We present a new model of classical linear logic based on the notion of strong stability that was introduced recently in a work about sequentiality written jointly with Antonio Bucciarelli.
Bilattices were introduced and applied by Ginsberg and Fitting for a diversity of applications, such as truth maintenance systems, default inferences and logic programming. In this paper we investigate the structure and properties of a particularly important class of bilattices called interlaced bilattices, which were introduced by Fitting. The main results are that every interlaced bilattice is isomorphic to the Ginsberg-Fitting product of two bounded lattices and that the variety of interlaced bilattices is equivalent to the variety of bounded lattices with two distinguishable distributive elements, which are complements of each other. This implies that interlaced bilattices can be characterized using a finite set of equations. Our results generalize to interlaced bilattices some results of Ginsberg, Fitting and Jónsson for distributive bilattices.

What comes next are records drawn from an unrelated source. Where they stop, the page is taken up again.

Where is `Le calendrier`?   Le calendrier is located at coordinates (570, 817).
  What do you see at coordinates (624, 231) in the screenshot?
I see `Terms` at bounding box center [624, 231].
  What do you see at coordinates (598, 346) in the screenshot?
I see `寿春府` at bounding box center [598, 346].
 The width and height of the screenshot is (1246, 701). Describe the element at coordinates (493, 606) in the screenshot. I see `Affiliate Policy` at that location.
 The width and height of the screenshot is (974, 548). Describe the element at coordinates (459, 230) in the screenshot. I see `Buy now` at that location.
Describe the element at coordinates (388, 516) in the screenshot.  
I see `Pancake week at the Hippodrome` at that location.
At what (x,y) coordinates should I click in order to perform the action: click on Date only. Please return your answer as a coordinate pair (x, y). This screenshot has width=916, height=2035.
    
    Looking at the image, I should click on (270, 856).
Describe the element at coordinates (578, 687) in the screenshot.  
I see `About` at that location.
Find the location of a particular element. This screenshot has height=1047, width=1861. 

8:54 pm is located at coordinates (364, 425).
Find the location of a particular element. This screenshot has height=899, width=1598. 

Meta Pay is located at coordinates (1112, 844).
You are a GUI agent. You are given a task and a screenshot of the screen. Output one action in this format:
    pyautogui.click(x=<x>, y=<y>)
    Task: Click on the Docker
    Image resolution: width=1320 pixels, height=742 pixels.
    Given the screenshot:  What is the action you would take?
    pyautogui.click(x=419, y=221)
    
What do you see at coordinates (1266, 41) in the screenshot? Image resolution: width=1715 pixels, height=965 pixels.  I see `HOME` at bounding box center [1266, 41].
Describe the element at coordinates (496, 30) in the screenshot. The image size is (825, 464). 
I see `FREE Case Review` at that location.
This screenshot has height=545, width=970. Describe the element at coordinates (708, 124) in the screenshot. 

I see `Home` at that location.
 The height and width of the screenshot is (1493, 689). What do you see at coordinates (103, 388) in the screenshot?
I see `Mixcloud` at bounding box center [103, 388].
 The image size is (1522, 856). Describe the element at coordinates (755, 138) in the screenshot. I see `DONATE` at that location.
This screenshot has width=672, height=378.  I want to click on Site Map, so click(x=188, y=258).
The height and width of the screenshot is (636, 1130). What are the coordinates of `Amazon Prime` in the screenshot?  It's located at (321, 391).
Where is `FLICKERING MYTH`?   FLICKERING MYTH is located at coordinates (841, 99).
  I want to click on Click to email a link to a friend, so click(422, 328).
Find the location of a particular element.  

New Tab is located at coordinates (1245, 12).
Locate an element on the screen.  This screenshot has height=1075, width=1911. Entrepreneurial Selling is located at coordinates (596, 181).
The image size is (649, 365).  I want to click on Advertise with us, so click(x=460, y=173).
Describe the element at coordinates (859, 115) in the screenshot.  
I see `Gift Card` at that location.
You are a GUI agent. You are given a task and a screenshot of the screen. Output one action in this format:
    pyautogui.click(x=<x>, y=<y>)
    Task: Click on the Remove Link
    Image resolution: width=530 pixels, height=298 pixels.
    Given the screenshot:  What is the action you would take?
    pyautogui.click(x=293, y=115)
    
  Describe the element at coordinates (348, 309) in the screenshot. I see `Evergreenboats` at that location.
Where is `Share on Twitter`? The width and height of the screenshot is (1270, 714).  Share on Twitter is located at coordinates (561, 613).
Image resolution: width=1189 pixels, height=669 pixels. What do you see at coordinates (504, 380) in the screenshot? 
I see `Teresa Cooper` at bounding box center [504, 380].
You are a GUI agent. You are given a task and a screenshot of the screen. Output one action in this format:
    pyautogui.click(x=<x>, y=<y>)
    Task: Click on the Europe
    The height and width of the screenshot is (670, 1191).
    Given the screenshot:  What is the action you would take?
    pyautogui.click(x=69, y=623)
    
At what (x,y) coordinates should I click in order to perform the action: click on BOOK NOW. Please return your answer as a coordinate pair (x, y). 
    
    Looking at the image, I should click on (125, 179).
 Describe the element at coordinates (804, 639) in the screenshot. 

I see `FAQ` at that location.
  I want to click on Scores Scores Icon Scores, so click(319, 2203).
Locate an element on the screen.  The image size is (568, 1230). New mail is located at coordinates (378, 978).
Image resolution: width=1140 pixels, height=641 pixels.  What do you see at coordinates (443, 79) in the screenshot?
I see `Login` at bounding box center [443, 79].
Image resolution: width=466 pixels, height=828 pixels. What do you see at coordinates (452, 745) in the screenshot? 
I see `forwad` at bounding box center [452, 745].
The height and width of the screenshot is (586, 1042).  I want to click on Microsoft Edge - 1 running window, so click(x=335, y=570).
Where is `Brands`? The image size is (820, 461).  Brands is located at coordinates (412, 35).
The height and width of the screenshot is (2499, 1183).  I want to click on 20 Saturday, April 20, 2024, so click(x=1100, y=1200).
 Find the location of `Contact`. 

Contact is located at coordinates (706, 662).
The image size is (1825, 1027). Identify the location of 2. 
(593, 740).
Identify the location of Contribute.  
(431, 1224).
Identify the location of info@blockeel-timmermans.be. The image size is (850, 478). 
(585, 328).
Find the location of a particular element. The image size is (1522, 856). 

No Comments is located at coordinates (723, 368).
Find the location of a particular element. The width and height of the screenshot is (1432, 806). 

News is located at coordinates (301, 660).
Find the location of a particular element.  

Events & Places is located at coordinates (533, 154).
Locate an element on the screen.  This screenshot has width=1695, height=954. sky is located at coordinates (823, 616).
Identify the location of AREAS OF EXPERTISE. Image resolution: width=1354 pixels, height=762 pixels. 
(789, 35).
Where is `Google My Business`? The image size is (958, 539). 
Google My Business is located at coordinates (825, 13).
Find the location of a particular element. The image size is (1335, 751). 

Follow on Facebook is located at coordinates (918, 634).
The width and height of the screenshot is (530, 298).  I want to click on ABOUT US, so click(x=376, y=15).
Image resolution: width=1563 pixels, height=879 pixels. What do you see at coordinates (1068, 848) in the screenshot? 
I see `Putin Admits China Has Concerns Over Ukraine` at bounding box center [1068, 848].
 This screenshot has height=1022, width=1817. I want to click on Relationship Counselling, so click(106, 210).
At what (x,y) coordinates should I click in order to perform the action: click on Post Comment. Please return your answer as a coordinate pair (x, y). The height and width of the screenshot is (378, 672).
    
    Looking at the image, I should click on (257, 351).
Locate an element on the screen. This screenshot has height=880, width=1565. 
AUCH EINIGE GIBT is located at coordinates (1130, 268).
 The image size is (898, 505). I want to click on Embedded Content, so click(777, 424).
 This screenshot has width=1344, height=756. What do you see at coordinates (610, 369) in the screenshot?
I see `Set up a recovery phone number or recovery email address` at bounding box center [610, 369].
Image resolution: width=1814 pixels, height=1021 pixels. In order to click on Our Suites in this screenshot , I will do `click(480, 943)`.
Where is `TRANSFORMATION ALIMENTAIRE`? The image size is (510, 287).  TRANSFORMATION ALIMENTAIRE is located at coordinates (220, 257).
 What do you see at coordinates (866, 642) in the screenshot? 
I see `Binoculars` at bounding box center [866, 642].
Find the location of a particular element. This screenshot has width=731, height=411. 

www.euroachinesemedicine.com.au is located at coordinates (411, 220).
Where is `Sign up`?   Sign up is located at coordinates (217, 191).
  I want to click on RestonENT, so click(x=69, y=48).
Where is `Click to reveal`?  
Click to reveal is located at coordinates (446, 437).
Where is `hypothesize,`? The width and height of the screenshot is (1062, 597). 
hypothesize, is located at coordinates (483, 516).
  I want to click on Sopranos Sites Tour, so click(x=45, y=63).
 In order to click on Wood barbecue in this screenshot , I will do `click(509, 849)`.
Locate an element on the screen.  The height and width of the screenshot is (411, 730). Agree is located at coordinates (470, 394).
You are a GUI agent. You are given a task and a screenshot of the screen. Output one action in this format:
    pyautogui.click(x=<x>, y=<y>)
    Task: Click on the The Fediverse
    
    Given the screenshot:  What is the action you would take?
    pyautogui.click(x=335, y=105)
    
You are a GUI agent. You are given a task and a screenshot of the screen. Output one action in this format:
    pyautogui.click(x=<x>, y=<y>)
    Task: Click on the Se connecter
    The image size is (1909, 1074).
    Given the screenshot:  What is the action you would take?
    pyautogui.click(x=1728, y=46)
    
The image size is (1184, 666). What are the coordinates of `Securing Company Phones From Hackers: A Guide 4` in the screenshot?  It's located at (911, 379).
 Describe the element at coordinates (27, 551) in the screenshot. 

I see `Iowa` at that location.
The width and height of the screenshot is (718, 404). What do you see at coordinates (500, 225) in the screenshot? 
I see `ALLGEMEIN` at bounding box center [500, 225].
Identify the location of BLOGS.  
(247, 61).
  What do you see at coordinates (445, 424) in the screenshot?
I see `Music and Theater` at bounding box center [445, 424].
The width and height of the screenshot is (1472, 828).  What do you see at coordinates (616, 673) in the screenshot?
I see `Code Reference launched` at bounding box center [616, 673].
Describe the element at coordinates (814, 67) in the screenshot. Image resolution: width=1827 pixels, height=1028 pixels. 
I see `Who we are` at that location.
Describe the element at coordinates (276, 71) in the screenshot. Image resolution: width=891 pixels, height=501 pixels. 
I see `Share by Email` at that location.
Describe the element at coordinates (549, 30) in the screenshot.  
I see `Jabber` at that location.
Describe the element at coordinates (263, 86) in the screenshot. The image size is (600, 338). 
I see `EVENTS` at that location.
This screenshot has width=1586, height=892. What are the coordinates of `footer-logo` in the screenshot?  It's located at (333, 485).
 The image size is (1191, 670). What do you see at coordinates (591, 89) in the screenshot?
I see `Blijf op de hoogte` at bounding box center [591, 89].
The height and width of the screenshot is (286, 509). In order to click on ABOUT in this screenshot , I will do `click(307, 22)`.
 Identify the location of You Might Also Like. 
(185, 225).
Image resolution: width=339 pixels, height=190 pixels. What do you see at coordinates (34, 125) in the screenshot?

We consider the problem of mechanically constructing abstract machines from operational semantics, producing intermediate-level specifications of evaluators guaranteed to be correct with respect to the operational semantics. We construct these machines by repeatedly applying correctness-preserving transformations to operational semantics until the resulting specifications have the form of abstract machines. Though not automatable in general, this approach to constructing machine implementations can be mechanized, providing machine-verified correctness proofs. As examples, we present the transformation of specifications for both call-by-name and call-by-value evaluation of the untyped λ-calculus into abstract machines that implement such evaluation strategies. We also present extensions to the call-by-value machine for a language containing constructs for recursion, conditionals, concrete data types, and built-in functions. In all cases, the correctness of the derived abstract machines follows from the (generally transparent) correctness of the initial operational semantic specification and the correctness of the transformations applied.
In the literature ther are two main notins of model for the second order λ-calculus: one by Bruce, Meyer and Mitchell (the BMM-model, for short) in set-theoretical formulation and one category-theoretical by Seely. Here we generalise Seely's notion, using semifunctors and semi-adjunctions from Hayashi, and introduce λ2-algebras, λη2-algebras, λ2-models and λη-models, similarly to the untyped λ-calculus. Non-extensional abstraction of both term and type variables is described by semi-adjunctions (essentially as in Martini's thesis). We show that also for second order sume, the β-(and commutation!) conversions correspond to semi-functoriality and that the (additional) η-conversion corresponds to ordinary fuctioriality.
In the above framework various examples – well known ones and variations – are described. Also, we determine the place of the BMM-models; an earlier version of the latter has been reported by Jacobs.